Readers by professional status Count As %
Student > Master 45 20%
Student > Ph. D. Student 25 11%
Researcher 21 9%
Student > Bachelor 21 9%
Student > Postgraduate 20 9%
Other 50 22%
Unknown 48 21%
Readers by discipline Count As %
Psychology 47 20%
Medicine and Dentistry 42 18%
Neuroscience 33 14%
Nursing and Health Professions 21 9%
Agricultural and Biological Sciences 6 3%
Other 26 11%
Unknown 55 24%
Attention Score in Context

Attention Score in Context

This research output has an Altmetric Attention Score of 4. This is our high-level measure of the quality and quantity of online attention that it has received. This Attention Score, as well as the ranking and number of research outputs shown below, was calculated when the research output was last mentioned on 19 April 2024.
All research outputs
#7,079,875
of 24,616,908 outputs
Outputs from Journal of Neurology
#1,752
of 4,835 outputs
Outputs of similar age
#60,876
of 253,297 outputs
Outputs of similar age from Journal of Neurology
#12
of 45 outputs
Altmetric has tracked 24,616,908 research outputs across all sources so far. This one has received more attention than most of these and is in the 69th percentile.

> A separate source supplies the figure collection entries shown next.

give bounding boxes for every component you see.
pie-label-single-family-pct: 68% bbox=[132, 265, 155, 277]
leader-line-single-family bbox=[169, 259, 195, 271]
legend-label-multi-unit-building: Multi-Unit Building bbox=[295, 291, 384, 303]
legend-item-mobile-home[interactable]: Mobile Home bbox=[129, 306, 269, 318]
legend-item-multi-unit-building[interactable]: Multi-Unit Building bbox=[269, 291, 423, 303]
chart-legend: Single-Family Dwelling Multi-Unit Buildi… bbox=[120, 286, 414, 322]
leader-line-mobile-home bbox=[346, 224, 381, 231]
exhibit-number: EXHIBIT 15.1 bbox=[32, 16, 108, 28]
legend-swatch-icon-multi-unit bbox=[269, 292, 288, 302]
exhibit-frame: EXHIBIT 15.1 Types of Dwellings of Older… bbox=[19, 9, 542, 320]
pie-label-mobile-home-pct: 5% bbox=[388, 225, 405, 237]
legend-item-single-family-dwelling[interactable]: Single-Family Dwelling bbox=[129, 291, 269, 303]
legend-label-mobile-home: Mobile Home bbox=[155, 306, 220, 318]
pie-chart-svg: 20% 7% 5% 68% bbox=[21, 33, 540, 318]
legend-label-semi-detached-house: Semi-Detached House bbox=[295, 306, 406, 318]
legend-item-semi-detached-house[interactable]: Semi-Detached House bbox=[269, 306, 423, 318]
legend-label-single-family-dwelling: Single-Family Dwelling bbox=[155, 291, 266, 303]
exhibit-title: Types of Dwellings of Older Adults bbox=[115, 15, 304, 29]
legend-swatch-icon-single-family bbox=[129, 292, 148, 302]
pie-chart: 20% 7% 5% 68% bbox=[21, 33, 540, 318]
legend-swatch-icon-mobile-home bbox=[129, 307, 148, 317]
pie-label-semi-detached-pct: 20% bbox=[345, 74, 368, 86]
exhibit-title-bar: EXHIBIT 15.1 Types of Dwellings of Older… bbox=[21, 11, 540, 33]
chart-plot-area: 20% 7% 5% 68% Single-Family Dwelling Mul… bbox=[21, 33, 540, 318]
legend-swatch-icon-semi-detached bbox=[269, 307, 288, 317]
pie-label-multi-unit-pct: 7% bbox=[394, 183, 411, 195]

So far Altmetric has tracked 4,835 research outputs from this source. They typically receive more attention than average, with a mean Attention Score of 8.5. This one has gotten more attention than average, scoring higher than 62% of its peers.
Older research outputs will score higher simply because they've had more time to accumulate mentions. To account for age we can compare this Altmetric Attention Score to the 253,297 tracked outputs that were published within six weeks on either side of this one in any source. This one has gotten more attention than average, scoring higher than 74% of its contemporaries.
We're also able to compare this research output to 45 others from the same source and published within six weeks on either side of this one. This one has done well, scoring higher than 75% of its contemporaries.